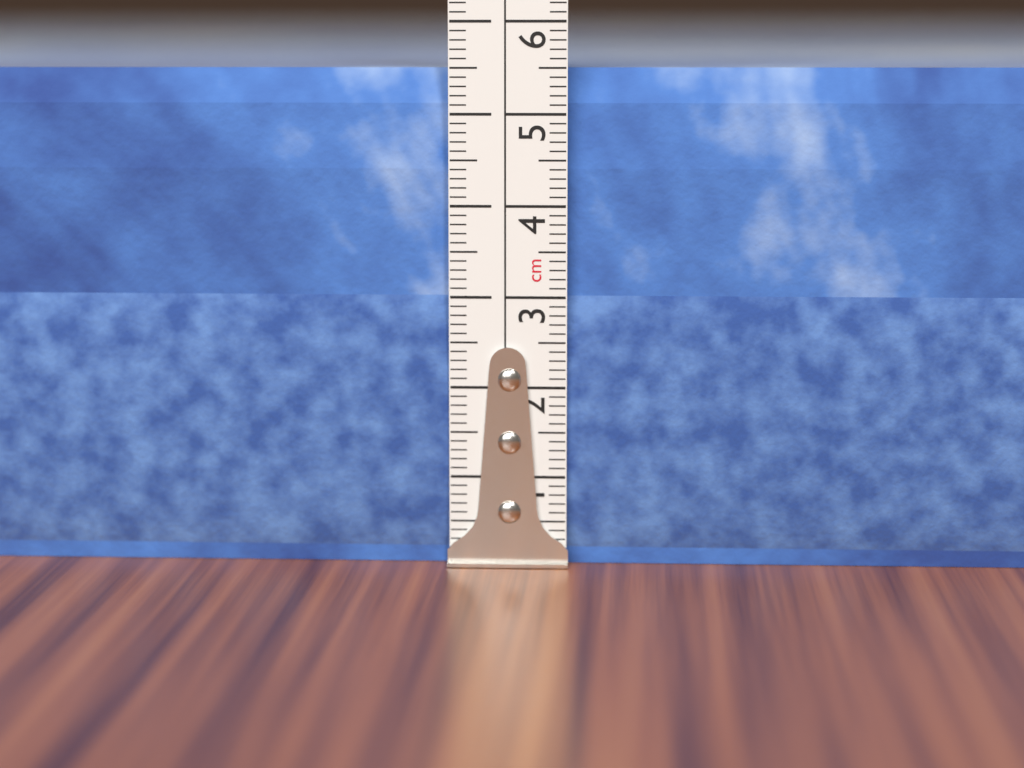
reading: 5.5 cm
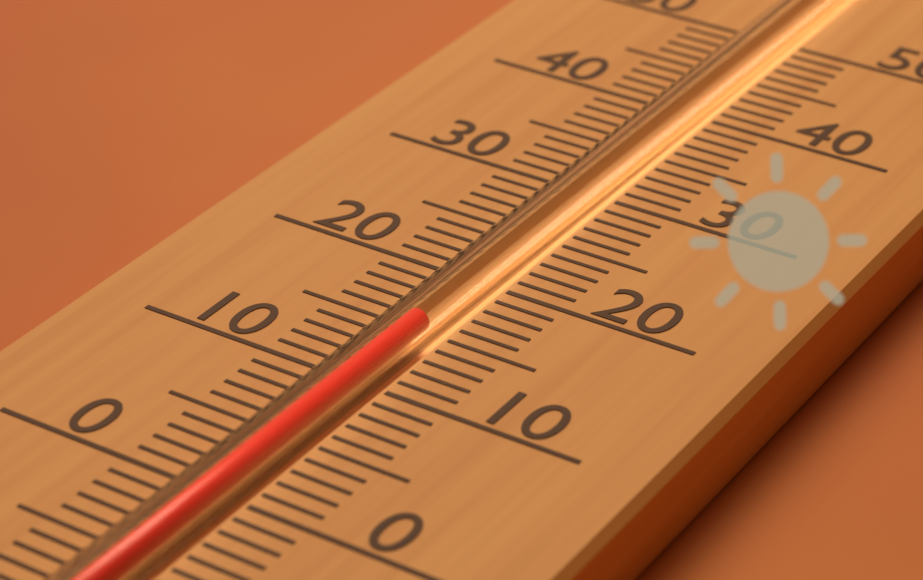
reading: 15 (no unit)
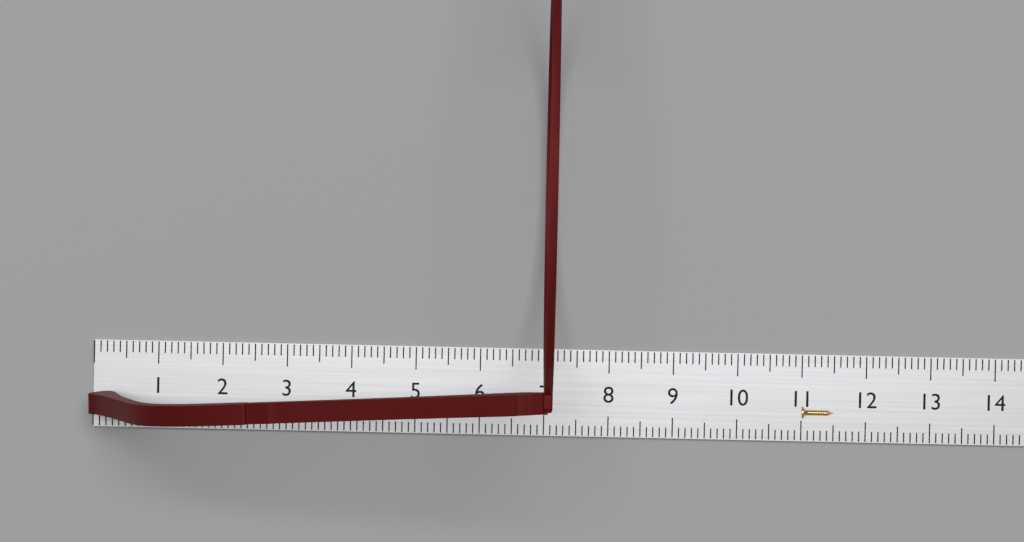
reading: 7.1 cm
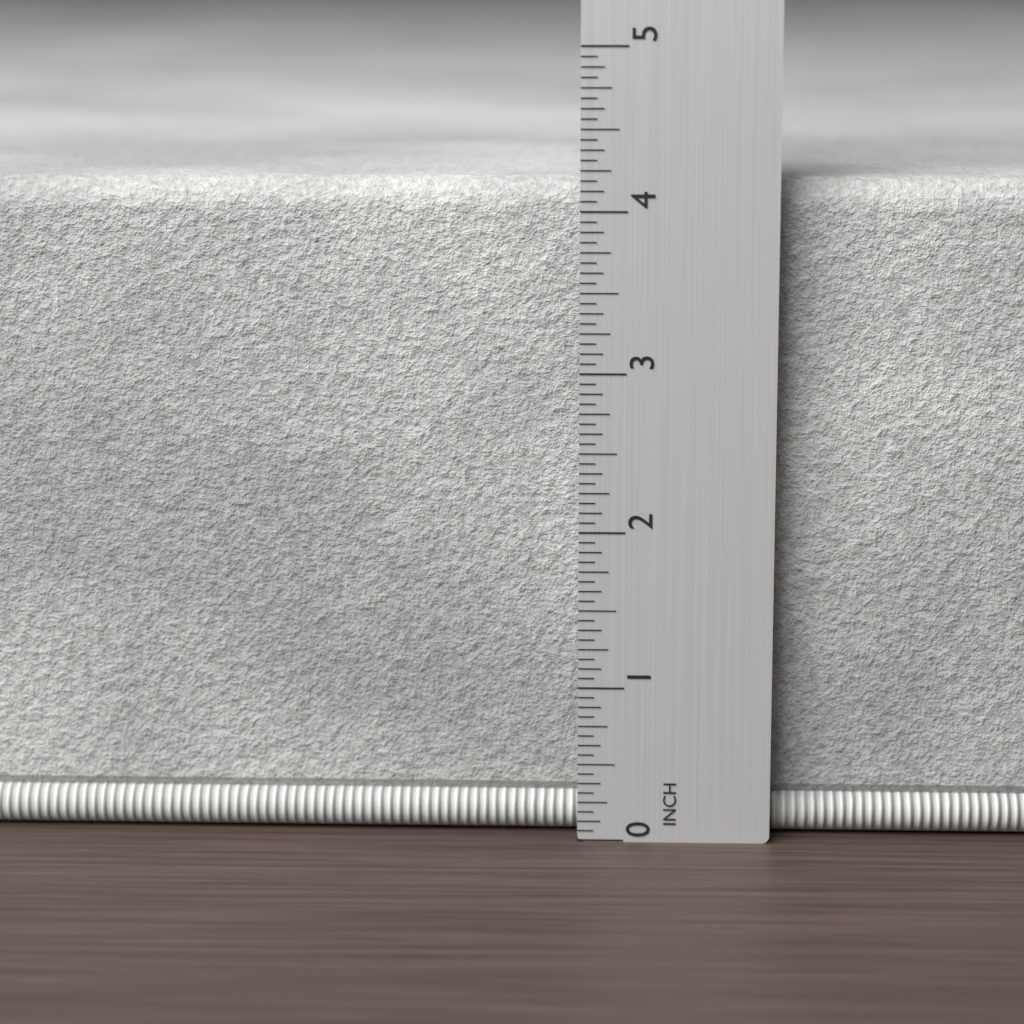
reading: 4.1875 in
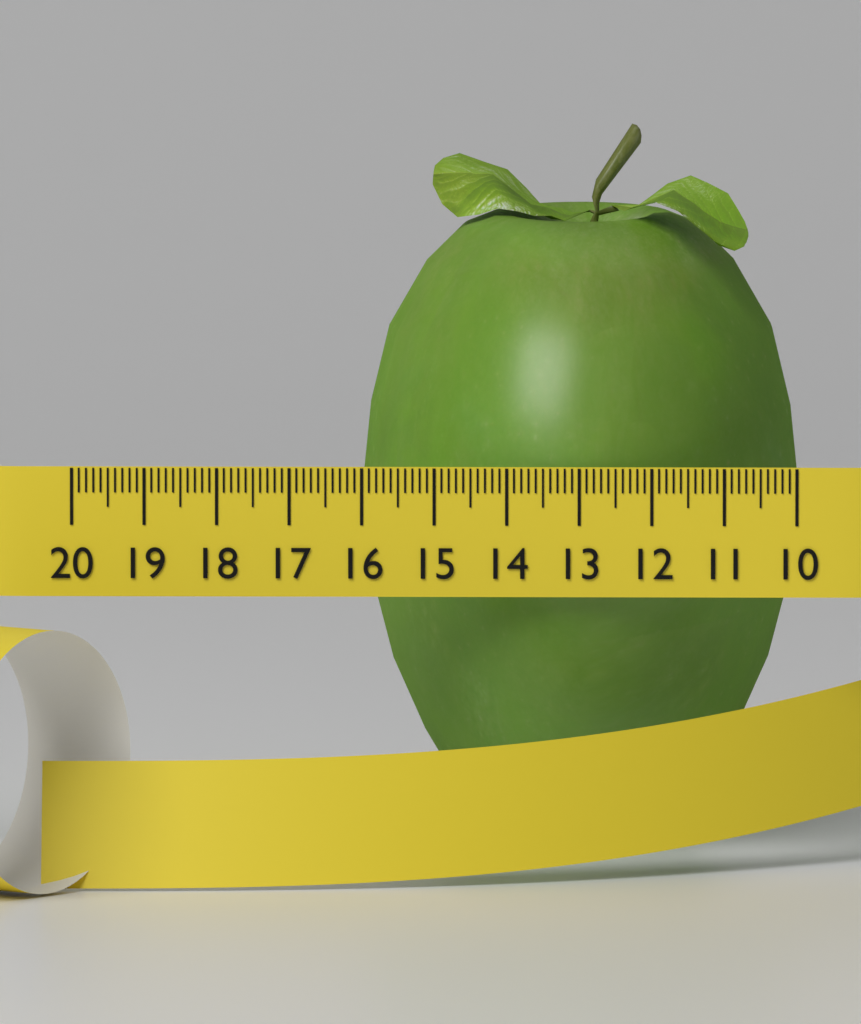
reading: 16.1 (no unit)
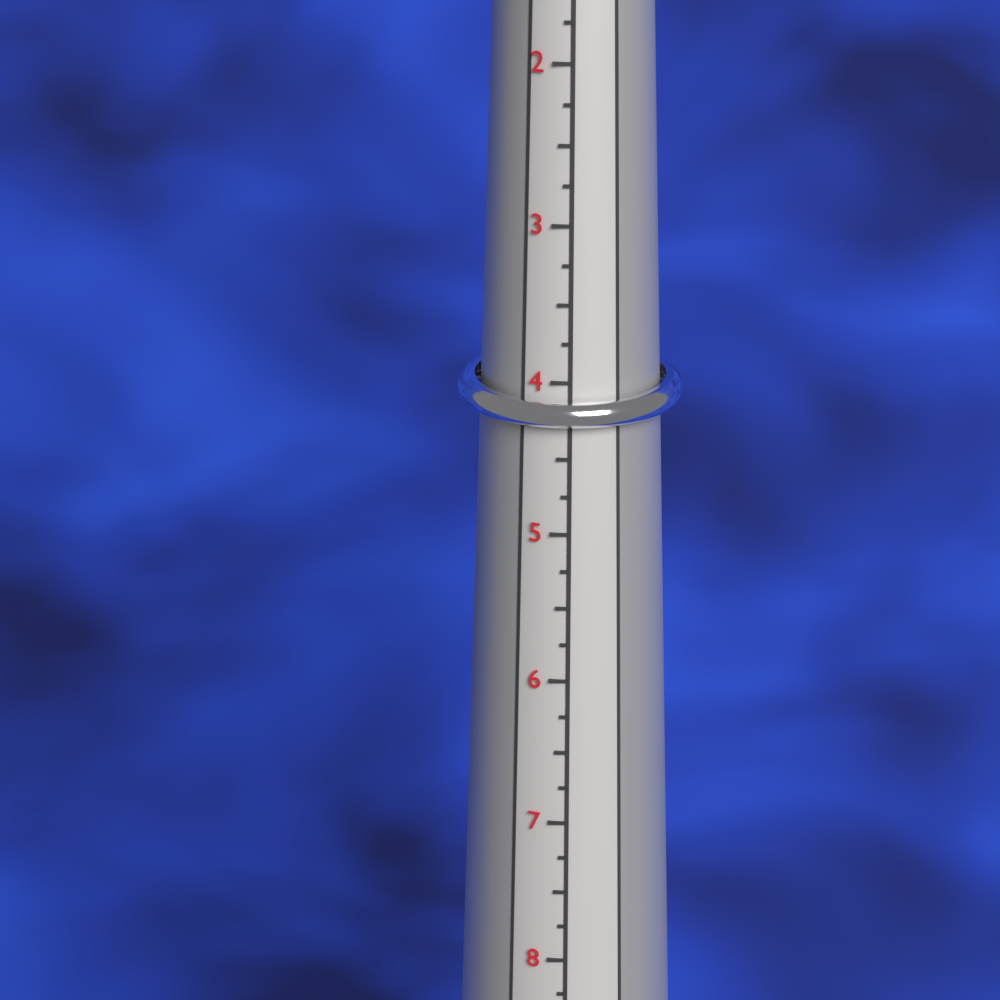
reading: 4.50 (no unit)
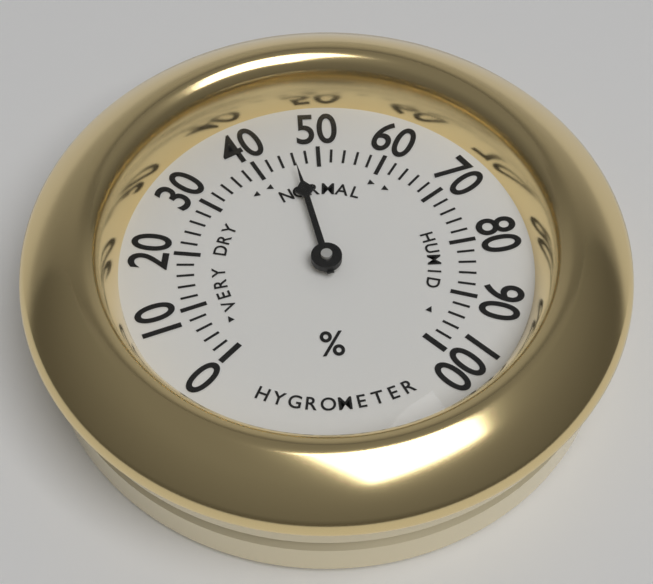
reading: 46 %
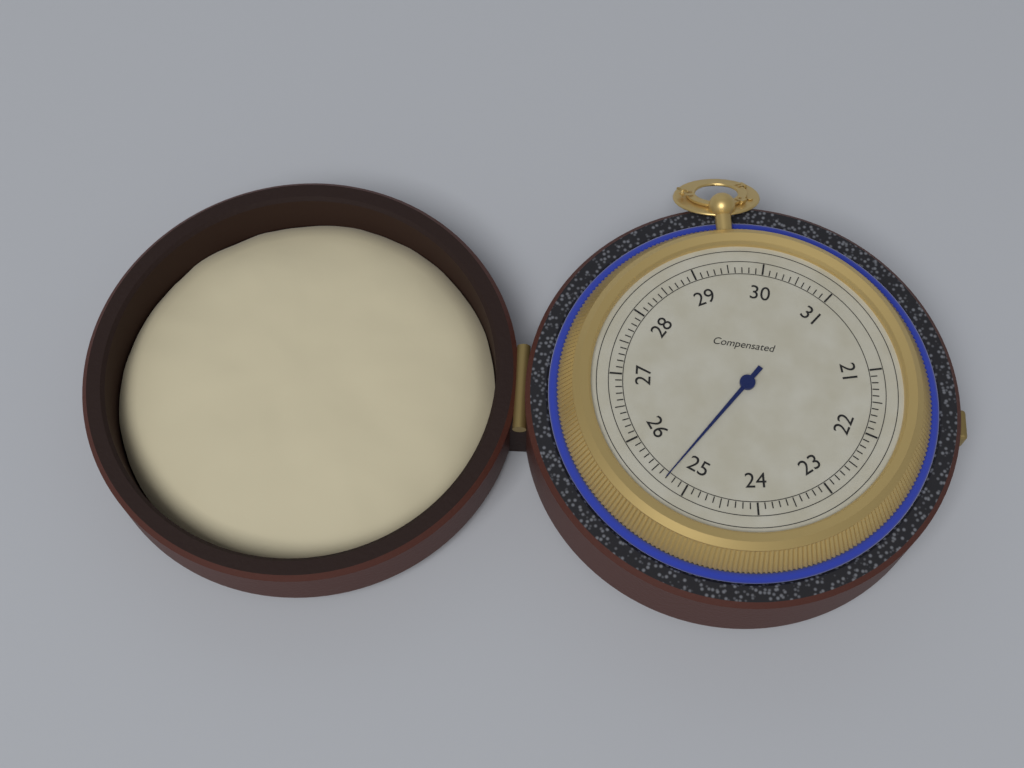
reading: 25.3 (no unit)
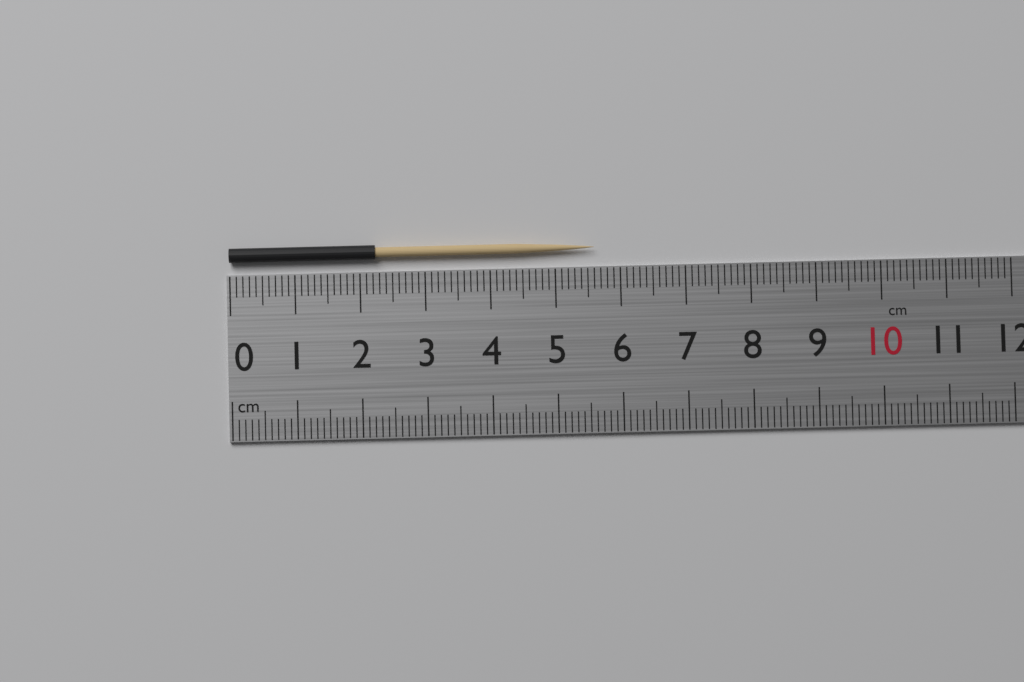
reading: 5.6 cm
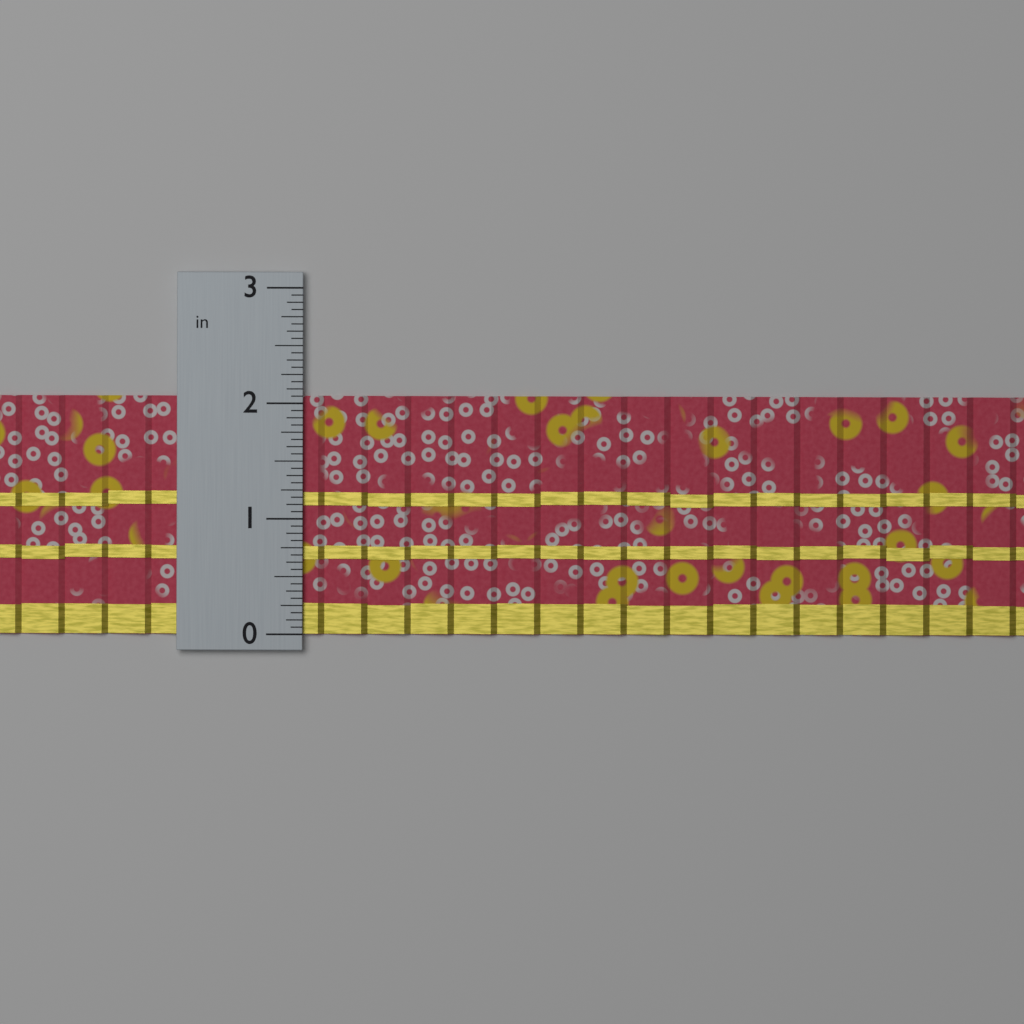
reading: 2.0625 in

WHAT TO PRODUCE
From the first line to the last, copy the records exactly and skip the pictures.

EXERCISE RESULT
reading: 5.5 cm
reading: 15 (no unit)
reading: 7.1 cm
reading: 4.1875 in
reading: 16.1 (no unit)
reading: 4.50 (no unit)
reading: 46 %
reading: 25.3 (no unit)
reading: 5.6 cm
reading: 2.0625 in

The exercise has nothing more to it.